This is well worth your time to read. This answers the question “but it’s a choice.”
A gang of jewel thieves dressed in burqas made off with $265,000-worth of gems and $98,000 in cash from a store in the UK. The gang hid machetes and sledge hammers under their voluminous garments and didn’t hesitate to use them to hatchet those that got in their way. The gang managed to rob 10 stores over a 12-month period before they were finally caught and jailed.
Laws banning burqas have been enacted in 13 countries worldwide, ranging from Austria and France to Tajikistan and Cameroon. While non-Western countries had little problem banning the garment for security reasons, Western countries – which face the same type of threats – fell into the mire of political correctness over attempts to forbid the wearing of face coverings in public.
Take the most recent example in Denmark. As such legislation was about to go into effect, hundreds of left-wing (mostly non-Muslim) Danes took to the streets, accusing the government of denying a woman’s right to dress as she wants – a supremely ironic take on burqa wearing considering that given the choice, it is probably safe to say that many if not most women would relish freeing themselves from the oppressive and claustrophobic garment.
(Witness the reaction of women in Iraq and Afghanistan when ISIS and the Taliban, respectively, forced women to wear burqas. When these extremist forces were defeated, women made videos of themselves celebrating their liberation from and burning what they viewed as a vile garment — an oppressive infringement on their freedom and femininity.)
Yet, in making moves to ban the burqa, Western countries and their politicians continue to fall into the trap of cultural relativism: Politicians on the Right speak of upholding “secular and democratic values”; those on the Left cry discrimination and Islamophobia.
This gets particularly sticky when it comes to the exercise of the European idea of human rights — namely, freedom of religion. Although in Europe, freedom of belief is protected, the freedom to exercise one’s beliefs in the public sphere is murky.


Assignment:
Give the number of lines in these entries that contain "pixels", and nothing more.

The records:
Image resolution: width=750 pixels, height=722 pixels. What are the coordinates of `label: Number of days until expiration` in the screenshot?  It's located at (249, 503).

...

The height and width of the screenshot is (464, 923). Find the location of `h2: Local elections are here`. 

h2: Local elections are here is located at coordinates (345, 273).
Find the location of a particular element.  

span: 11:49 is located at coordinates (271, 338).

* * *

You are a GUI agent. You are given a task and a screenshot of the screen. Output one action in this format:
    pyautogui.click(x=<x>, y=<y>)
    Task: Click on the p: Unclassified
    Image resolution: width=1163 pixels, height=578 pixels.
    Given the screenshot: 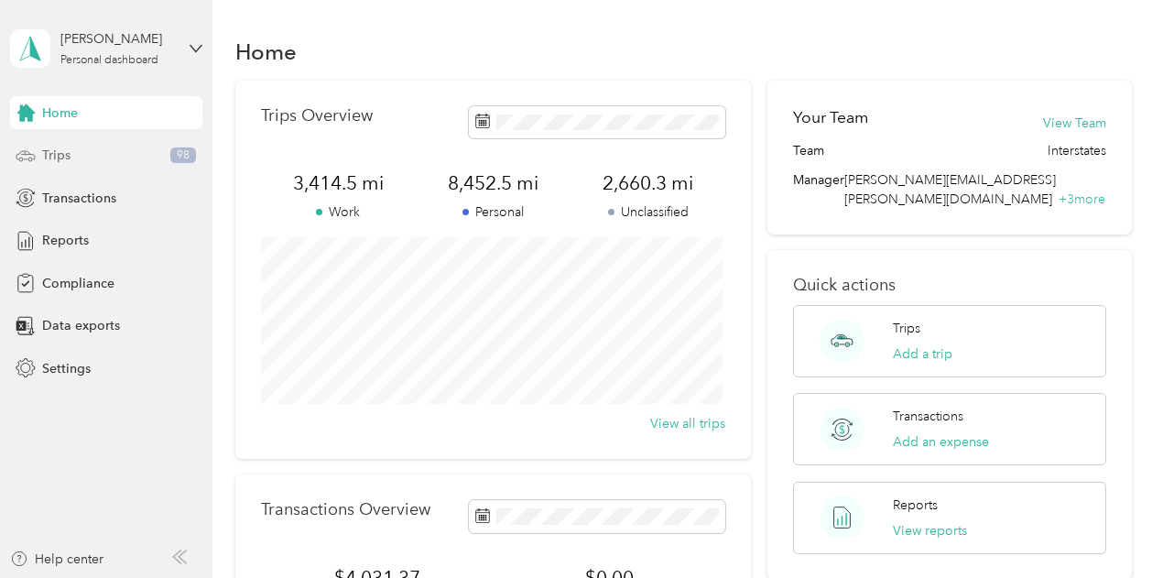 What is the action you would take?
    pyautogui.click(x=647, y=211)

Answer to this task:
2